Although the Xm2 scores were shown to be valid and provide useful information, they are limited in that there were no data available on exposure level for nonpharmacological strategies. Each nonpharmacological strategy was scored 1 that represents up to 24% of the MRE. Hence, nonpharmacological strategies contributed limited information to the Xm2 score. Part of the issue for nonpharmacological strategies is defining the MRE. There is currently an attempt to establish a recommended exposure for chiropractic care, specifically an approach known as spinal manipulation [35]. Perhaps that effort will provide a model for establishing recommended exposure for other nonpharmacological strategies in future.

Additionally, more work is needed to assure the scoring for opioids is consistent with nonopioids. Robinson-Papp et al. [25] did not relate opioid exposure to a MRE so we adapted the approach by using 400 MMEs (57 MMEs) to represent a benchmark for interpretation of scores for opioids. There does not appear to be consensus on the MRE for opioids although the CDC has produced some guidance [27], however, further efforts perhaps involving a Delphi panel are needed.

4.1. Implications for Future Research

Based on the findings from this study, we recommend that future research into pain management from a patient perspective includes a measure of treatment burden. Individuals in this study were using up to 31 different strategies (average 12.6) to manage their pain, which represents a substantial treatment burden. Indeed the large number of strategies used by the higher exposure group may be reflected in the higher ratings for pain interference and with the reduced satisfaction with their pain management.

More studies are needed on self-reported pain management strategies. Studies using clinical data (e.g., chart reviews) are limited in that nonpharmacological strategies are not likely to be identified. Also, this study did not provide information on pain management strategies used by the general population; this was a group with expertise in pain management that may have resulted in their using more strategies than the average person. Given that they appeared to be able to reduce their pain on average to tolerable levels using a large number of strategies to manage their pain, further investigation into the use of multiple strategies seems worthwhile.
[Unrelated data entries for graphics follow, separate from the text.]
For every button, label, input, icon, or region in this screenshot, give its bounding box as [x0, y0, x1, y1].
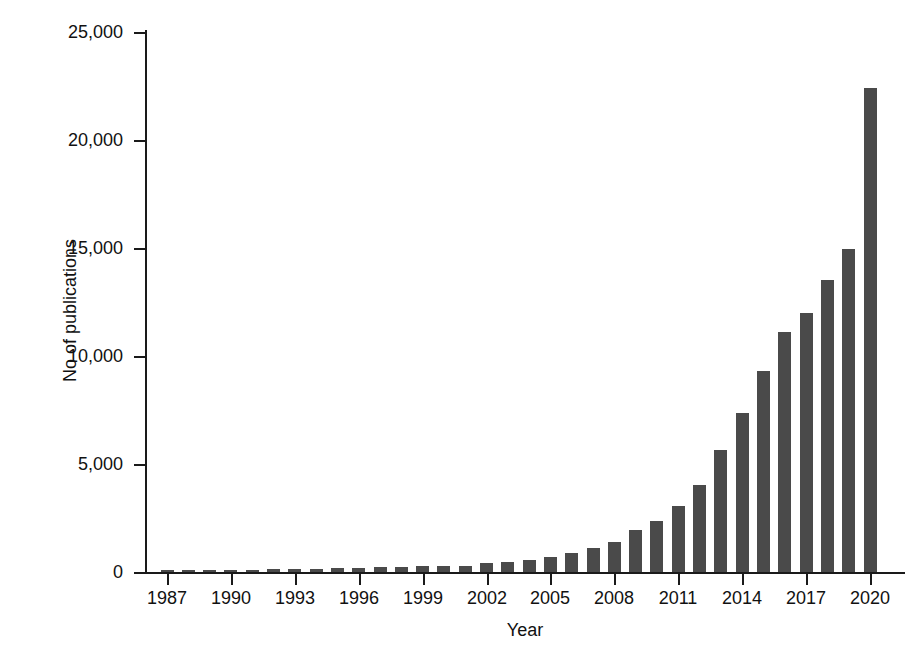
x-axis-tick-label: 2020 [830, 588, 910, 609]
y-axis-tick-label: 0 [23, 563, 123, 581]
x-axis-title: Year [145, 620, 905, 641]
bar [523, 560, 536, 572]
bar [608, 542, 621, 572]
bar [736, 413, 749, 572]
bar [757, 371, 770, 572]
x-axis-tick [678, 574, 680, 585]
x-axis-tick [487, 574, 489, 585]
x-axis-tick [550, 574, 552, 585]
bar [587, 548, 600, 572]
bar [650, 521, 663, 572]
y-axis-line [145, 30, 147, 574]
bar [544, 557, 557, 572]
bar [821, 280, 834, 572]
bar [672, 506, 685, 572]
y-axis-title: No of publications [60, 181, 81, 441]
y-axis-tick [134, 32, 145, 34]
x-axis-line [145, 572, 905, 574]
y-axis-tick-label: 25,000 [23, 23, 123, 41]
x-axis-tick [870, 574, 872, 585]
bar [693, 485, 706, 572]
x-axis-tick [295, 574, 297, 585]
y-axis-tick [134, 572, 145, 574]
x-axis-tick [423, 574, 425, 585]
y-axis-tick [134, 140, 145, 142]
x-axis-tick [359, 574, 361, 585]
x-axis-tick [167, 574, 169, 585]
bar [501, 562, 514, 572]
bar [629, 530, 642, 572]
y-axis-tick [134, 248, 145, 250]
y-axis-tick-label: 10,000 [23, 347, 123, 365]
x-axis-tick [231, 574, 233, 585]
bar [714, 450, 727, 572]
bar [480, 563, 493, 572]
bar [565, 553, 578, 572]
y-axis-tick-label: 5,000 [23, 455, 123, 473]
y-axis-tick [134, 464, 145, 466]
x-axis-tick [614, 574, 616, 585]
y-axis-tick-label: 20,000 [23, 131, 123, 149]
x-axis-tick [806, 574, 808, 585]
bar [864, 88, 877, 572]
bar [842, 249, 855, 572]
y-axis-tick-label: 15,000 [23, 239, 123, 257]
x-axis-tick [742, 574, 744, 585]
bar-chart: No of publications 05,00010,00015,00020,… [0, 0, 924, 667]
bar [778, 332, 791, 572]
bar [800, 313, 813, 572]
y-axis-tick [134, 356, 145, 358]
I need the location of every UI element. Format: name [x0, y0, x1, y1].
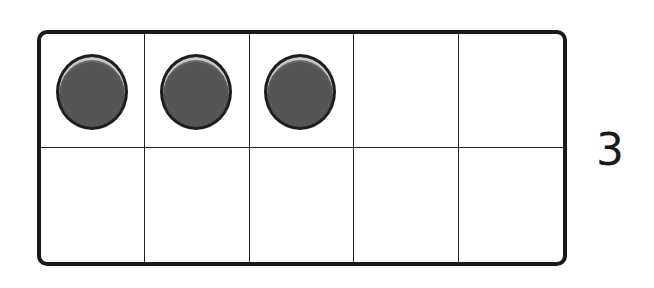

A third area for additional research is related to the development of an Xm2 tool that could be used by the general population. A website or an “app” that assists patients with reviewing their pain management strategies should be useful. For example, an individual could identify that they are not using nonpharmacological strategies such as exercise, psychological strategies, or even simple self-initiated strategies such as changing position and could add them to their pain management plan. Further, it may increase individuals’ ability to understand that they need to use management strategies at a specific level to benefit from them that may increase adherence.

4.2. Limitations

There were several limitations to this study. The sample size was relatively small and not representative of the general population. The sample also consisted of licensed pharmacists; individuals with more extreme pain may no longer be working or licensed, thus truncating our findings. However, for testing a new tool, it was beneficial to have a sample with expertise as individuals needed to provide the exposure information via an online questionnaire that would be difficult for the general population. Use of a questionnaire also introduces the likelihood of response bias and is limited by subjects’ inability to recall accurately.

4.3. Conclusion

Initial testing of the Xm2 tool indicates that Xm2 scores represent a valid estimate of total exposure to multimodal strategies and that they can provide clinically relevant information to inform decisions concerning which strategies to use at what level for managing chronic pain.

Data Availability

The survey data used to support the findings of this study are available from the corresponding author upon request.

Conflicts of Interest

The authors declare that they have no conflicts of interest to disclose.